A woman called our office last month holding a piece of paper she had been staring at for three weeks. Her father had passed in the fall, and an operator in Reeves County had sent her something called a division order. She was certain that signing it would either lock her into a price, give up her rights, or somehow undo the lease her father had signed years before. None of those things were true. But the worry was reasonable, because the document looks official and arrives without much explanation.
Division orders are one of the most common sources of confusion we see, especially for people who inherited mineral interests and have never dealt with an operator before. So this week, a clear-eyed look at what the document is, what it is not, and what to watch for when one shows up in the mail.
What a division order actually does
A division order is, at its core, a confirmation document. After a well is drilled and starts producing, the operator (the company running the well) has to figure out exactly who gets paid, in what proportion, for the oil or gas coming out of the ground. That math is called the decimal interest, and it represents each owner’s share of production from that specific well or unit.
The division order is the operator’s way of saying, “Here is the decimal interest we calculated for your account. Please confirm your name, address, tax identification number, and that the decimal we have on file matches what you believe you own.”
That is it. It is a confirmation of identity and ownership share for the purpose of cutting checks. It does not:
- Change the underlying lease
- Set or alter the royalty terms negotiated in the lease
- Transfer ownership of the minerals
- Lock the owner into any pricing
- Waive any rights granted in the original lease
In most states where we work, including Texas and Oklahoma, statutes specifically protect mineral owners from division orders that try to slip in language modifying the lease. Texas has a well-known statute on this point, and Oklahoma’s Corporation Commission has long-standing guidance as well. The document is supposed to be administrative, not a renegotiation.
Why the confusion is understandable
Several things about the division order process make it feel heavier than it is.
First, the document tends to arrive months after a death in the family, often during probate, and almost always alongside other paperwork that does carry legal weight (transfer documents, stipulations of interest, W-9 forms). It is easy to lump it all together and assume every page is doing something significant.
Second, the decimal interest itself looks intimidating. It is usually a long string of digits after a decimal point, calculated from the size of the tract, the size of the production unit, and the royalty fraction in the lease. Most owners have never seen the math behind it and have no easy way to check whether it looks right.
Third, some older division orders, and unfortunately a few modern ones, included language that went beyond simple confirmation. Court cases over the decades have pushed back against that, and the cleaner versions you see today reflect those rulings. Still, the reputation lingers.
What is worth checking before signing
A few things are genuinely worth a careful look:
Name and address. Make sure the legal name matches how the interest is held. If the minerals are now in a trust, an estate, or in the names of multiple heirs, the division order should reflect that, not the deceased owner’s name.
Tax identification. This is where the W-9 comes in. The operator needs a current taxpayer ID to report payments correctly. Getting this wrong can lead to backup withholding, which is an avoidable headache.
Property description. The document should describe the well, the unit, and the county. If the description does not match what the family understands itself to own, that is a question worth raising before signing.
Effective date. The date on the division order tells the operator when to start paying that owner. If there has been a delay due to probate, the operator generally still owes for production from the date of first sales or the date title vested, depending on state law.
When the decimal interest looks wrong
Sometimes it is wrong. More often, it is correct but counterintuitive, because the tract sits inside a larger production unit and the share has been proportionally reduced. Pooling, unitization, and the geometry of horizontal wells can all make a decimal look smaller than expected.
If something genuinely seems off, the right move is to ask the operator’s owner relations department for the calculation. They are required to be able to show their work. A title attorney or an experienced mineral rights firm can also walk through the numbers and the underlying lease language.
A quiet note on timing
We will not give general advice about how quickly to sign or return a division order, because circumstances vary and we do not want to substitute for the specific guidance an owner might get from counsel. What we will say is that questions are reasonable, asking for clarification is reasonable, and no one should feel rushed into signing a document they do not understand.
If a division order has landed on the kitchen table
For families navigating this for the first time, especially after a recent loss, the paperwork can feel like a second job arriving at the worst possible moment. We have walked many owners through their first division order and are happy to look at one and explain what it says, in plain language, with no expectation attached. A short phone call is often enough to turn a stack of confusing pages into something manageable.
Reach out to our office anytime. We are easy to find, and we answer the phone.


### Work to be completed
Restate each record exactly as it was written.

----

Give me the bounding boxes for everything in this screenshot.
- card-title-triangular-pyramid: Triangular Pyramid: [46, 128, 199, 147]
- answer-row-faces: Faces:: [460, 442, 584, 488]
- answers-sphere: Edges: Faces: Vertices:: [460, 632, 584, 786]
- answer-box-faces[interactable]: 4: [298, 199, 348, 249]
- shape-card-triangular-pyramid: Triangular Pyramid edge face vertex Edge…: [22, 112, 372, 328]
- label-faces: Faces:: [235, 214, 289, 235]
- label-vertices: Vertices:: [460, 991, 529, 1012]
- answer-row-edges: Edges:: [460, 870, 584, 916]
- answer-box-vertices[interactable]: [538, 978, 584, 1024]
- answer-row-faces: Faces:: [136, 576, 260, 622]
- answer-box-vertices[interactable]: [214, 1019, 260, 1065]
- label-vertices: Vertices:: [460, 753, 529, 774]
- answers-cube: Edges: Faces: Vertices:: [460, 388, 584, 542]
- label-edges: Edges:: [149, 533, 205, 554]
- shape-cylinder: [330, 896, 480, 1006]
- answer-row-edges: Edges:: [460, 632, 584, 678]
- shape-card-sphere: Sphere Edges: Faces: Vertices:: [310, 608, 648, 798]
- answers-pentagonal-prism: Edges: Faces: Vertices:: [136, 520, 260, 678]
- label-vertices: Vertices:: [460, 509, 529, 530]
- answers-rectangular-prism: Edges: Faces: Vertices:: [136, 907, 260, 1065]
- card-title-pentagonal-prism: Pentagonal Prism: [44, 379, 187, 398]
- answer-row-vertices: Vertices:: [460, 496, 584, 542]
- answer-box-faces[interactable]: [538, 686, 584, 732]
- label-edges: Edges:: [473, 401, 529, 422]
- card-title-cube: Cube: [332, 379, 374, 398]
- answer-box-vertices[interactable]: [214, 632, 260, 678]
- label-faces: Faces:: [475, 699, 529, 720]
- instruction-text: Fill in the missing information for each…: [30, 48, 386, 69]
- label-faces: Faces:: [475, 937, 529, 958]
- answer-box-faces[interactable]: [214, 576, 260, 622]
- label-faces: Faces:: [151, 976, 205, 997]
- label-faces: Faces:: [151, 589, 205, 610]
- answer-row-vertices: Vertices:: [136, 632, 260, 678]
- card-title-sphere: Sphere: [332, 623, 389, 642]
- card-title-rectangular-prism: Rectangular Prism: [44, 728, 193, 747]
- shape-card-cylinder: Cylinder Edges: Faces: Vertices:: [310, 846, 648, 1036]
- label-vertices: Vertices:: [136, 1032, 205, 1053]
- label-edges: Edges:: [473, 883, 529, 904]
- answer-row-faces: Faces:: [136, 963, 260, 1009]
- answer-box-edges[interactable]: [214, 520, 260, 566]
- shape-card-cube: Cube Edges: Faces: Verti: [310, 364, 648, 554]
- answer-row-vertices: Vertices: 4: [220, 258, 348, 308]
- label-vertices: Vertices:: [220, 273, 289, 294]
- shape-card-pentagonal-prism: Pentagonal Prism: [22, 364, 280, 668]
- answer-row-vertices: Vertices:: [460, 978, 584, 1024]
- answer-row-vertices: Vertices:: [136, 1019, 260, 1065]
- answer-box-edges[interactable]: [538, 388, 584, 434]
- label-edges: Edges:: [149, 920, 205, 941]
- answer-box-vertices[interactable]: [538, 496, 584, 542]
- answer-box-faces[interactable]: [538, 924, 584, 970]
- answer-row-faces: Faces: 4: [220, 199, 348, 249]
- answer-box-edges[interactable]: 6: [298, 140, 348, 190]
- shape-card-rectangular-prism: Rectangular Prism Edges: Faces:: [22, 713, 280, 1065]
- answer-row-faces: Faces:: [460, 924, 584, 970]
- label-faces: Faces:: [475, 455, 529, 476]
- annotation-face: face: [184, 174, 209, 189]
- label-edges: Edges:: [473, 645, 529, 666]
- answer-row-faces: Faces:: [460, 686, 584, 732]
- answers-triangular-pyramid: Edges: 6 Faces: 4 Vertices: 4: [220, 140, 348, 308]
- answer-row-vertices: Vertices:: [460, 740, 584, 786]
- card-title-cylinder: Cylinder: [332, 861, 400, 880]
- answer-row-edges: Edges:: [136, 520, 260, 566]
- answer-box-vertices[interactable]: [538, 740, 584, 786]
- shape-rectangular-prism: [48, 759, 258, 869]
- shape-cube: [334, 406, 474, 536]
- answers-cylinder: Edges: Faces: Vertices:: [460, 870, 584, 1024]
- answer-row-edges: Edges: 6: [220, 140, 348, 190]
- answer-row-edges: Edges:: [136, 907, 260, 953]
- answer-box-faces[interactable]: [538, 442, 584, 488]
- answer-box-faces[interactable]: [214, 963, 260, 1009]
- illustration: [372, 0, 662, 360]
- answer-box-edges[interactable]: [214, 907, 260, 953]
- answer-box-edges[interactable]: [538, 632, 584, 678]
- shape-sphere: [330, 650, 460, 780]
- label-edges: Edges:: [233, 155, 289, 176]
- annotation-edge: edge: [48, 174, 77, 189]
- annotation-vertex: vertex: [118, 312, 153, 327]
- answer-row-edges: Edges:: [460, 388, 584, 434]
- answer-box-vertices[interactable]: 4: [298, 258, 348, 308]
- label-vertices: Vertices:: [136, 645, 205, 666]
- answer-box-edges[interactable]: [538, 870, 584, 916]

----

### Written solution
Give me the bounding boxes for everything in this screenshot.
- card-title-triangular-pyramid: Triangular Pyramid: [46, 128, 199, 147]
- answer-row-faces: Faces:: [460, 442, 584, 488]
- answers-sphere: Edges: Faces: Vertices:: [460, 632, 584, 786]
- answer-box-faces[interactable]: 4: [298, 199, 348, 249]
- shape-card-triangular-pyramid: Triangular Pyramid edge face vertex Edge…: [22, 112, 372, 328]
- label-faces: Faces:: [235, 214, 289, 235]
- label-vertices: Vertices:: [460, 991, 529, 1012]
- answer-row-edges: Edges:: [460, 870, 584, 916]
- answer-box-vertices[interactable]: [538, 978, 584, 1024]
- answer-row-faces: Faces:: [136, 576, 260, 622]
- answer-box-vertices[interactable]: [214, 1019, 260, 1065]
- label-vertices: Vertices:: [460, 753, 529, 774]
- answers-cube: Edges: Faces: Vertices:: [460, 388, 584, 542]
- label-edges: Edges:: [149, 533, 205, 554]
- shape-cylinder: [330, 896, 480, 1006]
- answer-row-edges: Edges:: [460, 632, 584, 678]
- shape-card-sphere: Sphere Edges: Faces: Vertices:: [310, 608, 648, 798]
- answers-pentagonal-prism: Edges: Faces: Vertices:: [136, 520, 260, 678]
- label-vertices: Vertices:: [460, 509, 529, 530]
- answers-rectangular-prism: Edges: Faces: Vertices:: [136, 907, 260, 1065]
- card-title-pentagonal-prism: Pentagonal Prism: [44, 379, 187, 398]
- answer-row-vertices: Vertices:: [460, 496, 584, 542]
- answer-box-faces[interactable]: [538, 686, 584, 732]
- label-edges: Edges:: [473, 401, 529, 422]
- card-title-cube: Cube: [332, 379, 374, 398]
- answer-box-vertices[interactable]: [214, 632, 260, 678]
- label-faces: Faces:: [475, 699, 529, 720]
- instruction-text: Fill in the missing information for each…: [30, 48, 386, 69]
- label-faces: Faces:: [475, 937, 529, 958]
- answer-box-faces[interactable]: [214, 576, 260, 622]
- label-faces: Faces:: [151, 976, 205, 997]
- label-faces: Faces:: [151, 589, 205, 610]
- answer-row-vertices: Vertices:: [136, 632, 260, 678]
- card-title-sphere: Sphere: [332, 623, 389, 642]
- card-title-rectangular-prism: Rectangular Prism: [44, 728, 193, 747]
- shape-card-cylinder: Cylinder Edges: Faces: Vertices:: [310, 846, 648, 1036]
- label-vertices: Vertices:: [136, 1032, 205, 1053]
- label-edges: Edges:: [473, 883, 529, 904]
- answer-row-faces: Faces:: [136, 963, 260, 1009]
- answer-box-edges[interactable]: [214, 520, 260, 566]
- shape-card-cube: Cube Edges: Faces: Verti: [310, 364, 648, 554]
- answer-row-vertices: Vertices: 4: [220, 258, 348, 308]
- label-vertices: Vertices:: [220, 273, 289, 294]
- shape-card-pentagonal-prism: Pentagonal Prism: [22, 364, 280, 668]
- answer-row-vertices: Vertices:: [460, 978, 584, 1024]
- answer-row-vertices: Vertices:: [136, 1019, 260, 1065]
- answer-box-edges[interactable]: [538, 388, 584, 434]
- label-edges: Edges:: [149, 920, 205, 941]
- answer-box-vertices[interactable]: [538, 496, 584, 542]
- answer-box-faces[interactable]: [538, 924, 584, 970]
- answer-row-faces: Faces: 4: [220, 199, 348, 249]
- answer-box-edges[interactable]: 6: [298, 140, 348, 190]
- shape-card-rectangular-prism: Rectangular Prism Edges: Faces:: [22, 713, 280, 1065]
- answer-row-faces: Faces:: [460, 924, 584, 970]
- label-faces: Faces:: [475, 455, 529, 476]
- annotation-face: face: [184, 174, 209, 189]
- label-edges: Edges:: [473, 645, 529, 666]
- answer-row-faces: Faces:: [460, 686, 584, 732]
- answers-triangular-pyramid: Edges: 6 Faces: 4 Vertices: 4: [220, 140, 348, 308]
- answer-row-vertices: Vertices:: [460, 740, 584, 786]
- card-title-cylinder: Cylinder: [332, 861, 400, 880]
- answer-row-edges: Edges:: [136, 520, 260, 566]
- answer-box-vertices[interactable]: [538, 740, 584, 786]
- shape-rectangular-prism: [48, 759, 258, 869]
- shape-cube: [334, 406, 474, 536]
- answers-cylinder: Edges: Faces: Vertices:: [460, 870, 584, 1024]
- answer-row-edges: Edges: 6: [220, 140, 348, 190]
- answer-row-edges: Edges:: [136, 907, 260, 953]
- answer-box-faces[interactable]: [538, 442, 584, 488]
- answer-box-faces[interactable]: [214, 963, 260, 1009]
- illustration: [372, 0, 662, 360]
- answer-box-edges[interactable]: [214, 907, 260, 953]
- answer-box-edges[interactable]: [538, 632, 584, 678]
- shape-sphere: [330, 650, 460, 780]
- label-edges: Edges:: [233, 155, 289, 176]
- annotation-edge: edge: [48, 174, 77, 189]
- annotation-vertex: vertex: [118, 312, 153, 327]
- answer-row-edges: Edges:: [460, 388, 584, 434]
- answer-box-vertices[interactable]: 4: [298, 258, 348, 308]
- label-vertices: Vertices:: [136, 645, 205, 666]
- answer-box-edges[interactable]: [538, 870, 584, 916]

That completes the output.